Post Santa continued until World War II, when the fund was put on hold. Supplies necessary to Post Santa's operation, including wrapping paper, could not be collected as the war effort continued. Soon after the war, the fund was restarted with the help of Mayor John Hynes.

In 1956, the financially strapped Post closed it doors, but the Boston Globe stepped in to continue the tradition under the now familiar name of Globe Santa.

The campaign that year opened with ceremonies held at the Fire Department facility on Northern Avenue that housed the city's fireboats and crews. Santa arrived at that location aboard a Boston police boat.
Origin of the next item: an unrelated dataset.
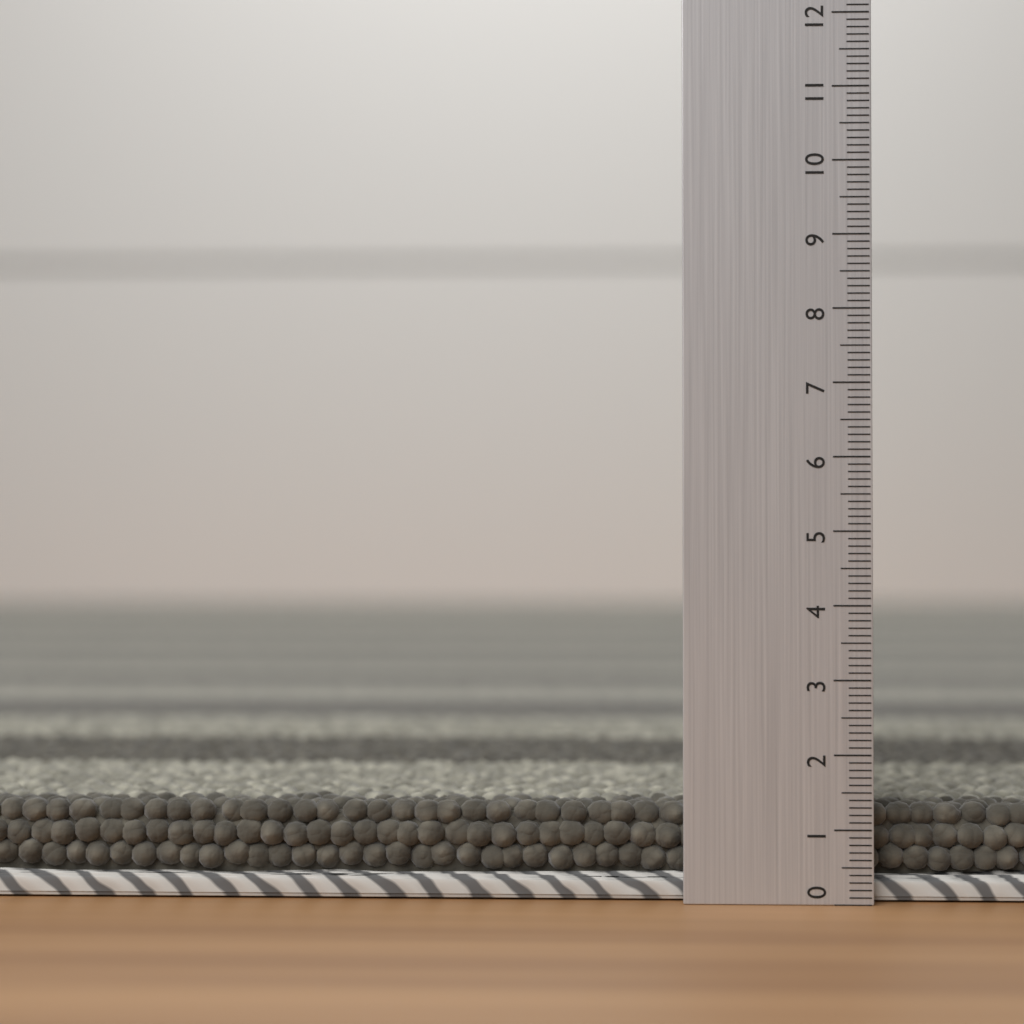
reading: 1.3 (no unit)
He then climbed aboard a Fire Department pumping engine and was carried to the City Hall area on School Street, where he was greeted by a cheering crowd of children and adults.

The first Boston Globe Santa Claus Fund drive raised $51,103.81, which helped deliver toys to 27,900 children Christmas morning.

Since then, every year hundreds of letters seeking help have come in and so have hundreds of letters bearing contributions to the Santa fund. Despite the hardship and despair evident in many of the letters, the stories they reveal also provide rays of hope.

Leslie Ahern was one of Globe Santa's children in 1957. Ahern was 8 years old and her father had died a few years before Globe Santa paid her a visit. As she crawled into bed on Christmas Eve of 1957 she heard a knock at the back door of her family's home. When she peeked from behind her mother to see who was there, the man at the door filled her arms with presents and said, "From Globe Santa."

She wrote to the Globe 30 years later to explain how that Christmas made a lasting impression.

"We were no longer alone and scared. There were people out there, people who had never even met us, but who cared about us. That was the very gift we needed most that Christmas," she wrote. "At 8, I learned that people do care and can make a wonderful difference in the lives of other people. I know that this helped lead me to a life of work in social services."

There are also countless other children who do not need Globe Santa's assistance, but instead contribute to his cause.

Since the fund's start, the students of the Boston public schools have been among the most generous donors Globe Santa has seen. For the first years of the fund, the students, teachers, and administrators donated the largest total gift. In 1962, the schools made Globe Santa history by donating $8,581 - the largest single donation to the fund at that time. The public schools have remained annual contributors to the fund, and donated $23,619.85 last year.

The $100,000 donation mark was broken in 1961. In 1977, contributors donated more than $500,000 for the first time in Globe Santa history and then broke the $1 million mark 10 years later. Santa Fund contributors made 2000 the most charitable year ever for Globe Santa when more than $1.46 million was donated.

Last year $1,100,356.40 was raised and gifts were provided for 54,077 children in 29,058 families.

The Globe program is set up so the money raised this year is used early in the spring to buy the gifts that will be distributed next Christmas. Because The Boston Globe Foundation provides the funding for administrative expenses, all of the money raised in the annual drive is used to purchase gifts.

John C. Burke of the Globe Santa staff contributed to this report.

more stories like this

  • Email
  • Email
  • Print
  • Print
  • Single page
  • Single page
  • Reprints
  • Reprints
  • Share
  • Share
  • Comment
  • Comment
 
  • Share on DiggShare on Digg
  • Tag with Del.icio.us Save this article
  • powered by Del.icio.us
Your Name Your e-mail address (for return address purposes) E-mail address of recipients (separate multiple addresses with commas) Name and both e-mail fields are required.